One of the most interesting ideas in this unit is that SMS texting — which many adults see as a corruption of English — actually follows strategies used by the inventors of writing itself, thousands of years ago.
Early writing systems were limited by the materials available — writing on clay or stone was slow and expensive. So they kept messages short and economical, leaving out predictable letters. SMS does the same thing because of screen space and typing speed.
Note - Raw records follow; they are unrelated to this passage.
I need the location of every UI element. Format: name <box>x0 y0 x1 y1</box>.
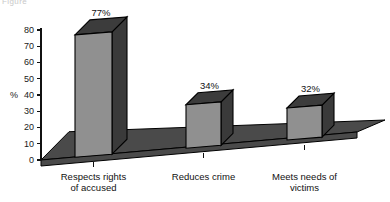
y-tick-label-30: 30 <box>24 106 34 116</box>
y-axis-ticks: 01020304050607080 <box>24 25 41 165</box>
category-label-3-line-2: victims <box>290 182 319 193</box>
category-label-2-line-1: Reduces crime <box>172 171 235 182</box>
bar-2[interactable] <box>186 90 233 148</box>
bar-3-front-face <box>287 105 322 140</box>
y-tick-label-60: 60 <box>24 57 34 67</box>
y-tick-label-50: 50 <box>24 74 34 84</box>
y-tick-label-10: 10 <box>24 139 34 149</box>
y-tick-label-80: 80 <box>24 25 34 35</box>
y-tick-label-0: 0 <box>29 155 34 165</box>
category-label-3-line-1: Meets needs of <box>272 171 337 182</box>
bar-2-front-face <box>186 102 221 148</box>
y-axis: 01020304050607080 % <box>10 25 41 165</box>
category-label-1-line-2: of accused <box>71 182 117 193</box>
value-label-3: 32% <box>301 83 321 94</box>
y-axis-unit-label: % <box>10 90 18 100</box>
value-label-2: 34% <box>200 80 220 91</box>
chart-container: Figure 01020304050607080 % 77%34%32% Res… <box>0 0 390 202</box>
category-label-1-line-1: Respects rights <box>61 171 127 182</box>
bar-chart-3d: 01020304050607080 % 77%34%32% Respects r… <box>0 0 390 202</box>
bar-3[interactable] <box>287 93 334 140</box>
bar-1[interactable] <box>75 17 127 157</box>
category-labels-group: Respects rightsof accusedReduces crimeMe… <box>61 171 338 193</box>
y-tick-label-40: 40 <box>24 90 34 100</box>
bar-1-side-face <box>112 17 127 154</box>
y-tick-label-70: 70 <box>24 41 34 51</box>
y-tick-label-20: 20 <box>24 122 34 132</box>
bar-1-front-face <box>75 32 112 157</box>
value-label-1: 77% <box>91 7 111 18</box>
| SMS / Modern Text Strategy | Ancient Parallel |
|---|---|
| Leaving out vowels: Pls snd bk immdtly (Please send back immediately) |
Semitic languages (Hebrew, Arabic) traditionally left out vowels in writing because they were predictable from context — readers filled them in automatically |
| Using numbers for sounds: "2" for "to", "b4" for "before", "gr8" for "great" |
Rebus writing used by Sumerians: using a picture of an arrow (pronounced "ti") to write the word "ti" (meaning life). Same sound = same symbol, regardless of meaning |
| Abbreviations: brb, lol, omg, btw |
Ancient scribes used abbreviated forms on clay tablets to save space on expensive writing materials — exactly the same logic as saving characters in a text |
"The SMS messenger of today is actually falling back on strategies for making a message short and easy to write that were used by the inventors of writing, some millennia earlier."
Linguists say each generation re-invents language — what adults call "corrupting English" is actually applying age-old communication strategies to new technology.
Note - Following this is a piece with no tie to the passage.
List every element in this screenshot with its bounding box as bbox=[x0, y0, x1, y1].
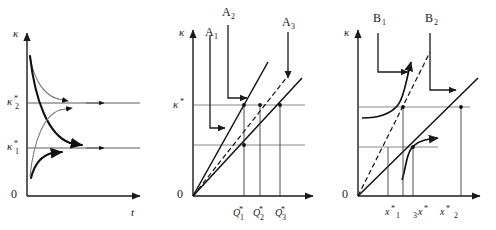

Homophones are words that sound the same but mean different things — sun/son, be/bee, knot/not, see/sea.
Rebus writing uses pictures or symbols that sound like words to represent those words — e.g., using a picture of a bee + "4" = "before". Sumerians invented this technique thousands of years ago. SMS users rediscovered it naturally.
2-mark → 40–60 words | 4-mark → 100–150 words | 6-mark → 200–280 words
Always use examples. Never just define — always explain and illustrate.